View Single Post
Old 06.28.2009, 04:19 PM   #9
Dead-Air
invito al cielo
 
Dead-Air's Avatar
 
Join Date: Dec 2006
Location: Portland OR
Posts: 4,300
Dead-Air kicks all y'all's assesDead-Air kicks all y'all's assesDead-Air kicks all y'all's assesDead-Air kicks all y'all's assesDead-Air kicks all y'all's assesDead-Air kicks all y'all's assesDead-Air kicks all y'all's assesDead-Air kicks all y'all's assesDead-Air kicks all y'all's assesDead-Air kicks all y'all's assesDead-Air kicks all y'all's asses
Quote:
Originally Posted by Rupert 'Stiles' Stilinski
I see what you're saying. My thoughts are that women should be sexual and unrepressed, but sexuality shouldn't define the woman (or the man). Brains should. (And brains is not a snarky code word for breasts.)

I'm thinking she's referring to the likes of Kathleen Hannah, Courtney Love who (for two very different reasons in two very different cases for two very different types of women) stripped progressively. I don't see stripping or this lame ass burlesque fad progressing women at all.

Objectification as a weapon seems moronic because all they're doing is is getting some sort of comeuppance on men that are walking erections.

Is that really what you think Poison Ivy or Eartha Kitt did? Objectification as a weapon allows one to be as sexy as one wants to whoever one wants, male, female or in between.

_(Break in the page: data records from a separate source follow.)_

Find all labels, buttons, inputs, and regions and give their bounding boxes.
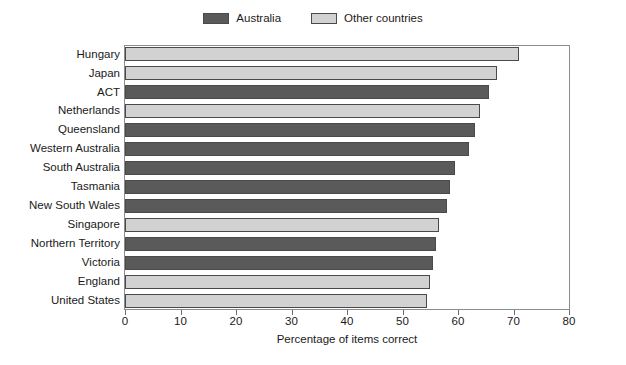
bar-container <box>125 294 427 308</box>
bar-other-countries <box>125 104 480 118</box>
bar-rows: HungaryJapanACTNetherlandsQueenslandWest… <box>0 45 626 310</box>
bar-container <box>125 199 447 213</box>
bar-row: United States <box>0 291 626 310</box>
category-label: Queensland <box>0 124 120 136</box>
category-label: Hungary <box>0 49 120 61</box>
bar-container <box>125 123 475 137</box>
category-label: Netherlands <box>0 105 120 117</box>
bar-other-countries <box>125 218 439 232</box>
bar-row: South Australia <box>0 159 626 178</box>
bar-container <box>125 180 450 194</box>
bar-row: Western Australia <box>0 140 626 159</box>
bar-row: Northern Territory <box>0 234 626 253</box>
x-tick-label: 10 <box>174 316 187 328</box>
bar-other-countries <box>125 66 497 80</box>
bar-other-countries <box>125 275 430 289</box>
bar-container <box>125 142 469 156</box>
category-label: ACT <box>0 87 120 99</box>
category-label: Singapore <box>0 219 120 231</box>
x-tick-label: 70 <box>507 316 520 328</box>
x-tick-label: 80 <box>563 316 576 328</box>
bar-australia <box>125 237 436 251</box>
chart-legend: AustraliaOther countries <box>0 13 626 25</box>
bar-row: Netherlands <box>0 102 626 121</box>
bar-container <box>125 66 497 80</box>
bar-row: Japan <box>0 64 626 83</box>
bar-australia <box>125 180 450 194</box>
bar-container <box>125 85 489 99</box>
category-label: Tasmania <box>0 181 120 193</box>
bar-other-countries <box>125 294 427 308</box>
x-axis-title: Percentage of items correct <box>124 333 570 345</box>
bar-container <box>125 104 480 118</box>
x-tick-label: 0 <box>122 316 128 328</box>
category-label: England <box>0 276 120 288</box>
bar-other-countries <box>125 47 519 61</box>
bar-row: Queensland <box>0 121 626 140</box>
x-axis-tick-labels: 01020304050607080 <box>0 316 626 332</box>
category-label: Northern Territory <box>0 238 120 250</box>
bar-row: Singapore <box>0 215 626 234</box>
bar-row: England <box>0 272 626 291</box>
legend-item-label: Other countries <box>344 13 423 25</box>
bar-row: Tasmania <box>0 178 626 197</box>
bar-container <box>125 161 455 175</box>
bar-australia <box>125 142 469 156</box>
bar-container <box>125 218 439 232</box>
category-label: Japan <box>0 68 120 80</box>
bar-container <box>125 237 436 251</box>
category-label: Victoria <box>0 257 120 269</box>
x-tick-label: 20 <box>230 316 243 328</box>
category-label: New South Wales <box>0 200 120 212</box>
bar-row: Victoria <box>0 253 626 272</box>
bar-container <box>125 47 519 61</box>
bar-row: Hungary <box>0 45 626 64</box>
bar-container <box>125 256 433 270</box>
x-tick-label: 30 <box>285 316 298 328</box>
bar-container <box>125 275 430 289</box>
bar-row: ACT <box>0 83 626 102</box>
legend-item-2: Other countries <box>311 13 423 25</box>
bar-australia <box>125 199 447 213</box>
bar-australia <box>125 123 475 137</box>
bar-row: New South Wales <box>0 196 626 215</box>
legend-swatch-icon <box>203 13 229 24</box>
x-tick-label: 60 <box>452 316 465 328</box>
bar-chart: AustraliaOther countries HungaryJapanACT… <box>0 0 626 365</box>
bar-australia <box>125 256 433 270</box>
legend-item-label: Australia <box>236 13 281 25</box>
x-tick-label: 50 <box>396 316 409 328</box>
legend-swatch-icon <box>311 13 337 24</box>
category-label: United States <box>0 295 120 307</box>
category-label: Western Australia <box>0 143 120 155</box>
category-label: South Australia <box>0 162 120 174</box>
x-tick-label: 40 <box>341 316 354 328</box>
legend-item-1: Australia <box>203 13 281 25</box>
bar-australia <box>125 161 455 175</box>
bar-australia <box>125 85 489 99</box>
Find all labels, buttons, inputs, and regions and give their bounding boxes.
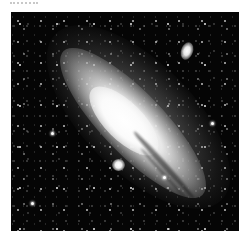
clipped-caption [10,0,50,4]
bright-star [31,202,34,205]
bright-star [211,122,214,125]
page [0,0,245,244]
galaxy-photo [11,12,239,231]
bright-star [163,176,166,179]
satellite-galaxy-m32 [112,159,125,171]
bright-star [51,132,54,135]
caption-text [10,0,38,4]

Mind, I'm married to a stripper at the moment, who has danced to Sonic Youth songs in the past. So I take exception when people, especially males (but not exclusively), act like she can't also be a feminist on her own terms. She's definitely doing it for money rather than to make a statement, but it is not devoid of any expression. While brains may not be the main reason people (and they aren't all men either) go into the club, it hasn't hurt her take home dollars to speak intelligently - actually quite the opposite.

As notyourfriend sums up, it's not really about "stripping progressively" so much as making your own decisions about how you wish to use your sexuality.

I also have a hard time with the whole idea that objectification is always such an evil thing. I've never had a lover who didn't in some way objectify me and want to have me do the same. People like to be told they are hot, and brains can be very much a part of what makes it that.

Objectification of a woman that makes her less than a man, of course that's bad. And yes there has been and continues to be plenty of that in our society. However, there is nothing wrong with an intelligent person of either gender wanting to be sexually hot, and if it isn't empowering for them, then I don't see how being told how to act by puritanical dogma would be.